Maison Margiela SS26: Glenn Martens' Ghostly Silhouettes of Seasons Passed
The spirits from his 2025 Artisanal collection are alive and well in his eerie ready-to-wear debut.
Summary
- Glenn Martens debuted his first ready-to-wear collection for Maison Margiela, blending a gothic aesthetic with translucent and distressed garments.
- The collection blends traditional silhouettes with modern elements like plastic finishes and sneakers, incorporating design hallmarks from his couture debut.
Glenn Martens has presented Maison Margiela‘s SS26 ready-to-wear collection at Paris Fashion Week, marking his first ready-to-wear collection for the label. It was July when Martens showcased a strong couture debut for Maison Margiela Artisanal, but in the latest presentation, echoes of that show reverberate in a subdued, spectral form.
The show began with a duo of gothic black leather coats, followed by scoop-neck double-breasted vests, both worn without a shirt underneath. The dark theme is lifted by bursts of painted floral, white pull ties, and delicate lace. Garments like knitted sweaters, gowns, and outerwear had a ghostly quality: lightweight and translucent.
A sheer gown was fitted atop a strong blazer, giving the impression of a gray apparition hovering over the runway. And at another dramatic moment, a mock neck bodice was seemingly cast in red plaster, and juxtaposed with a sweet blue floral at the skirt and sleeves. Draped and engineered distortions in the tailoring amplified the eerie effect of consistent mouthpieces, which held each model’s lips ajar. The peeling wallpaper treatments of Martens’ Artisanal line were also resurrected, this time as gown prints with intense draping, and also on a jacket constructed from decaying canvas panels.

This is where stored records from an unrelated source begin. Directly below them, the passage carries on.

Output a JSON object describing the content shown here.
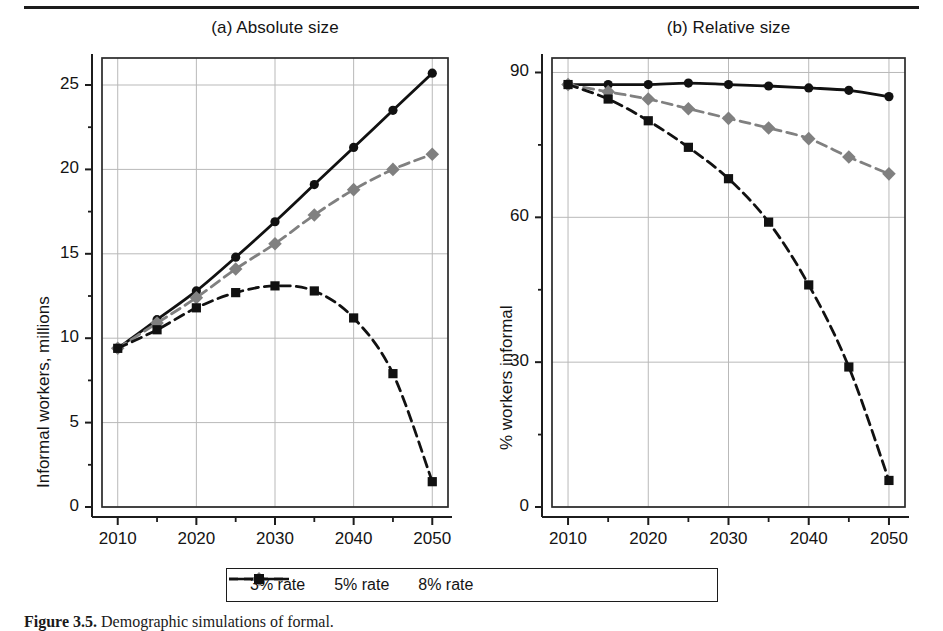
{
  "figure": {
    "caption_prefix": "Figure 3.5.",
    "caption_text": "Demographic simulations of formal."
  },
  "legend": {
    "items": [
      {
        "label": "3% rate",
        "style": "solid",
        "marker": "circle",
        "color": "#111111"
      },
      {
        "label": "5% rate",
        "style": "dashed",
        "marker": "diamond",
        "color": "#808080"
      },
      {
        "label": "8% rate",
        "style": "dashed",
        "marker": "square",
        "color": "#111111"
      }
    ]
  },
  "chart_data": [
    {
      "type": "line",
      "panel": "a",
      "title": "(a) Absolute size",
      "xlabel": "",
      "ylabel": "Informal workers, millions",
      "x": [
        2010,
        2015,
        2020,
        2025,
        2030,
        2035,
        2040,
        2045,
        2050
      ],
      "xticks": [
        "2010",
        "2020",
        "2030",
        "2040",
        "2050"
      ],
      "xtick_values": [
        2010,
        2020,
        2030,
        2040,
        2050
      ],
      "yticks": [
        "0",
        "5",
        "10",
        "15",
        "20",
        "25"
      ],
      "ytick_values": [
        0,
        5,
        10,
        15,
        20,
        25
      ],
      "xlim": [
        2008,
        2052
      ],
      "ylim": [
        0,
        26.6
      ],
      "grid": true,
      "legend_position": "below",
      "series": [
        {
          "name": "3% rate",
          "marker": "circle",
          "style": "solid",
          "color": "#111111",
          "values": [
            9.4,
            11.1,
            12.8,
            14.8,
            16.9,
            19.1,
            21.3,
            23.5,
            25.7
          ]
        },
        {
          "name": "5% rate",
          "marker": "diamond",
          "style": "dashed",
          "color": "#808080",
          "values": [
            9.4,
            10.9,
            12.4,
            14.1,
            15.6,
            17.3,
            18.8,
            20.0,
            20.9
          ]
        },
        {
          "name": "8% rate",
          "marker": "square",
          "style": "dashed",
          "color": "#111111",
          "values": [
            9.4,
            10.5,
            11.8,
            12.7,
            13.1,
            12.8,
            11.2,
            7.9,
            1.5
          ]
        }
      ]
    },
    {
      "type": "line",
      "panel": "b",
      "title": "(b) Relative size",
      "xlabel": "",
      "ylabel": "% workers informal",
      "x": [
        2010,
        2015,
        2020,
        2025,
        2030,
        2035,
        2040,
        2045,
        2050
      ],
      "xticks": [
        "2010",
        "2020",
        "2030",
        "2040",
        "2050"
      ],
      "xtick_values": [
        2010,
        2020,
        2030,
        2040,
        2050
      ],
      "yticks": [
        "0",
        "30",
        "60",
        "90"
      ],
      "ytick_values": [
        0,
        30,
        60,
        90
      ],
      "xlim": [
        2008,
        2052
      ],
      "ylim": [
        0,
        93
      ],
      "grid": true,
      "legend_position": "below",
      "series": [
        {
          "name": "3% rate",
          "marker": "circle",
          "style": "solid",
          "color": "#111111",
          "values": [
            87.5,
            87.5,
            87.5,
            87.8,
            87.5,
            87.2,
            86.8,
            86.3,
            85.0
          ]
        },
        {
          "name": "5% rate",
          "marker": "diamond",
          "style": "dashed",
          "color": "#808080",
          "values": [
            87.5,
            86.0,
            84.5,
            82.5,
            80.5,
            78.5,
            76.3,
            72.5,
            69.0
          ]
        },
        {
          "name": "8% rate",
          "marker": "square",
          "style": "dashed",
          "color": "#111111",
          "values": [
            87.5,
            84.5,
            80.0,
            74.5,
            68.0,
            59.0,
            46.0,
            29.0,
            5.5
          ]
        }
      ]
    }
  ]
}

In certain looks, austere silhouettes had a monastic sensibility, while others were reminiscent of 19th-century men’s outerwear — all finished with white Margiela ties. Many of these rather traditional-looking garments are immediately subverted by fabric choices such as light-wash denim or plastic finishes. In other instances, sneakers breathe new life into looks, one being a white shirt (subtly evocative of a tuxedo) paired with baggy black pants tucked into silver high-top sneakers. Elsewhere, a black bandage sneaker is paired with deconstructed black trousers and a blue pinstriped blazer.